Special classes like PE, computers, art and music don’t stand in a vacuum. They regularly interact with reading, writing, mathematics and each other. In PE, we have to time, measure and calculate; we learn about other cultures through the games we play; and we even try to compete with style and artistry.

The “Bodies in Motion” activity takes that literally! Preschool and Younger Kids paint pictures of figures moving (a la Keith Haring) in art. Then we bring those paintings into the gym, and the kids look at them, one by one, as if in an art museum. But they don’t just look—they have to perform the motion suggested by the figure! It requires some balance, flexibility, and most of all imagination.

Simulation

One of the most effective ways to teach something is to do a simulation—put the students “inside” the subject. I love doing this with systems of the body where the kids get to be actual body parts (muscles, blood cells, lungs etc.) and model how they work. We started our study of anatomy with bones and muscles, and did a simulation to show how they work together to make the body move.

Three kids worked in a group. One sat on the scooter (the bone we want to move). The other two were muscles, and were connected to the bone by ropes (tendons). Since muscles can only pull (or contract), not push, a muscle can only pull the bone one way. To get the bone back to where it started, you need another muscle on the other side to pull the other way.

The kids learned from the simulation how muscles are attached to bones with tendons to help you move, can only pull, and work in opposing pairs to move your body around. Educational and fun!

Follow the Bouncing Ball

Balls in most sports bounce, but basketball is one of the few where you bounce it deliberately. In fact, it’s hard for kids to quietly hold their basketballs during instruction—balls want to be bounced!

Our basketball unit covers the skills of dribbling, passing and shooting. We practice things individually with no opposition, move to one-on-one or pairs to add pressure, then culminate with a full game. We may have some future NBA stars in the making.

Ghosts in the Graveyard

Halloween is a spooky, and so is one of the kids’ favorite games. It’s called Ghosts in the Graveyard, so of course we play it this time of year. Here’s a picture of Middle Kids playing:

Well, it’s played in the dark! One student is It; the others are ghosts. The objective is for the ghosts to creep around the “graveyard” and up close to It without being caught moving. Lots of fun and always popular for free choice days… and quite apropos for Halloween!

Quick Feet

A basketball game has 10 players on the court at a time. A soccer or American football game has 22! But there’s only one ball… what does everyone else do?

Answer: footwork! Good stance and footwork are important for every sport and activity you can imagine, even ones that might not be so obvious at first, like gymnastics or horseback riding (knees bent, on the balls of the feet). Sports with opponents like tennis, soccer, basketball use quick changes of speed and direction as well as balance and control.

We started our basketball unit without a ball at all, focusing on good footwork, coming to a stop and being ready to shoot or pass.
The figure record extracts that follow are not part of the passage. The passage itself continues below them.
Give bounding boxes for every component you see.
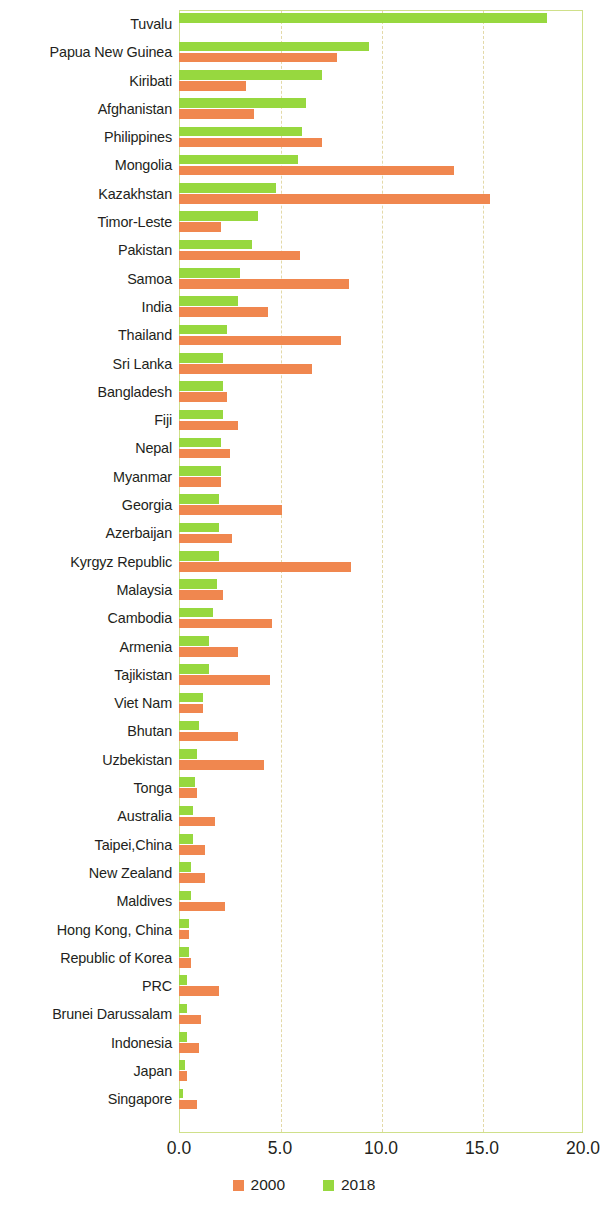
category-label: Indonesia xyxy=(0,1029,172,1057)
bar-2000 xyxy=(179,251,300,261)
bar-group xyxy=(179,944,583,972)
bar-2018 xyxy=(179,636,209,646)
chart-row: Kiribati xyxy=(0,67,608,95)
category-label: Republic of Korea xyxy=(0,944,172,972)
bar-2018 xyxy=(179,523,219,533)
bar-group xyxy=(179,434,583,462)
bar-2000 xyxy=(179,81,246,91)
bar-group xyxy=(179,859,583,887)
bar-group xyxy=(179,746,583,774)
bar-2018 xyxy=(179,1060,185,1070)
chart-row: Tonga xyxy=(0,774,608,802)
bar-2018 xyxy=(179,438,221,448)
bar-2018 xyxy=(179,183,276,193)
bar-2000 xyxy=(179,902,225,912)
category-label: Australia xyxy=(0,802,172,830)
bar-2018 xyxy=(179,1089,183,1099)
chart-row: Fiji xyxy=(0,406,608,434)
bar-2018 xyxy=(179,155,298,165)
bar-2018 xyxy=(179,70,322,80)
bar-group xyxy=(179,887,583,915)
bar-2018 xyxy=(179,862,191,872)
chart-row: Maldives xyxy=(0,887,608,915)
category-label: Viet Nam xyxy=(0,689,172,717)
chart-row: Timor-Leste xyxy=(0,208,608,236)
bar-group xyxy=(179,548,583,576)
category-label: Kazakhstan xyxy=(0,180,172,208)
bar-2018 xyxy=(179,98,306,108)
chart-row: Bhutan xyxy=(0,717,608,745)
x-tick-label: 5.0 xyxy=(268,1138,292,1159)
bar-group xyxy=(179,350,583,378)
chart-row: Afghanistan xyxy=(0,95,608,123)
bar-2018 xyxy=(179,1032,187,1042)
bar-2018 xyxy=(179,834,193,844)
bar-2000 xyxy=(179,534,232,544)
chart-row: PRC xyxy=(0,972,608,1000)
category-label: Brunei Darussalam xyxy=(0,1000,172,1028)
bar-2000 xyxy=(179,138,322,148)
bar-2000 xyxy=(179,788,197,798)
chart-row: Australia xyxy=(0,802,608,830)
x-tick-label: 0.0 xyxy=(167,1138,191,1159)
bar-2000 xyxy=(179,590,223,600)
category-label: Myanmar xyxy=(0,463,172,491)
bar-2000 xyxy=(179,873,205,883)
legend-swatch-icon xyxy=(233,1180,244,1191)
chart-row: Bangladesh xyxy=(0,378,608,406)
bar-2018 xyxy=(179,240,252,250)
bar-2000 xyxy=(179,336,341,346)
bar-2000 xyxy=(179,958,191,968)
bar-2018 xyxy=(179,777,195,787)
bar-group xyxy=(179,661,583,689)
chart-row: New Zealand xyxy=(0,859,608,887)
bar-group xyxy=(179,123,583,151)
bar-group xyxy=(179,831,583,859)
chart-row: Kazakhstan xyxy=(0,180,608,208)
chart-row: Azerbaijan xyxy=(0,519,608,547)
bar-group xyxy=(179,293,583,321)
bar-group xyxy=(179,633,583,661)
chart-row: Singapore xyxy=(0,1085,608,1113)
chart-row: Kyrgyz Republic xyxy=(0,548,608,576)
bar-2000 xyxy=(179,279,349,289)
legend-item[interactable]: 2000 xyxy=(233,1176,285,1194)
legend-item[interactable]: 2018 xyxy=(323,1176,375,1194)
bar-group xyxy=(179,576,583,604)
chart-row: Sri Lanka xyxy=(0,350,608,378)
category-label: PRC xyxy=(0,972,172,1000)
bar-group xyxy=(179,916,583,944)
bar-group xyxy=(179,1000,583,1028)
x-axis: 0.05.010.015.020.0 xyxy=(0,1138,608,1166)
chart-row: India xyxy=(0,293,608,321)
category-label: Maldives xyxy=(0,887,172,915)
bar-group xyxy=(179,180,583,208)
category-label: Afghanistan xyxy=(0,95,172,123)
bar-group xyxy=(179,67,583,95)
category-label: Papua New Guinea xyxy=(0,38,172,66)
bar-2000 xyxy=(179,166,454,176)
category-label: New Zealand xyxy=(0,859,172,887)
bar-group xyxy=(179,1057,583,1085)
bar-2018 xyxy=(179,211,258,221)
category-label: Mongolia xyxy=(0,151,172,179)
chart-row: Republic of Korea xyxy=(0,944,608,972)
bar-2018 xyxy=(179,664,209,674)
chart-row: Tuvalu xyxy=(0,10,608,38)
chart-row: Taipei,China xyxy=(0,831,608,859)
bar-2000 xyxy=(179,986,219,996)
chart-row: Samoa xyxy=(0,265,608,293)
bar-2018 xyxy=(179,608,213,618)
bar-2000 xyxy=(179,562,351,572)
category-label: Kyrgyz Republic xyxy=(0,548,172,576)
category-label: Japan xyxy=(0,1057,172,1085)
bar-group xyxy=(179,1085,583,1113)
bar-group xyxy=(179,265,583,293)
category-label: Tajikistan xyxy=(0,661,172,689)
category-label: Malaysia xyxy=(0,576,172,604)
category-label: Kiribati xyxy=(0,67,172,95)
legend-swatch-icon xyxy=(323,1180,334,1191)
chart-row: Malaysia xyxy=(0,576,608,604)
bar-2000 xyxy=(179,1100,197,1110)
bar-2000 xyxy=(179,109,254,119)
The importance of good footwork can’t be overlooked. Even in every-day life activities, being able to accelerate, swerve and stay balanced helps you get around safely. Footwork is fundamental!

No-so-Bad-minton

Did you know that a badminton birdie is one of the fastest objects in sports? Pros can smash it over 400kph (250mph)!

Striking a moving object with an implement is a difficult skill that takes a lot of practice, especially when the object is moving that fast. While our games here at school aren’t quite that quick, it is still a challenge. Coordinating feet, eyes and hands to actually hit the shuttlecock is quite an achievement.

MK and OK had several weeks of badminton, learning the serve, forehand, backhand and smash, and rules of the game. By the end, with some practice, it was actually pretty-good-minton.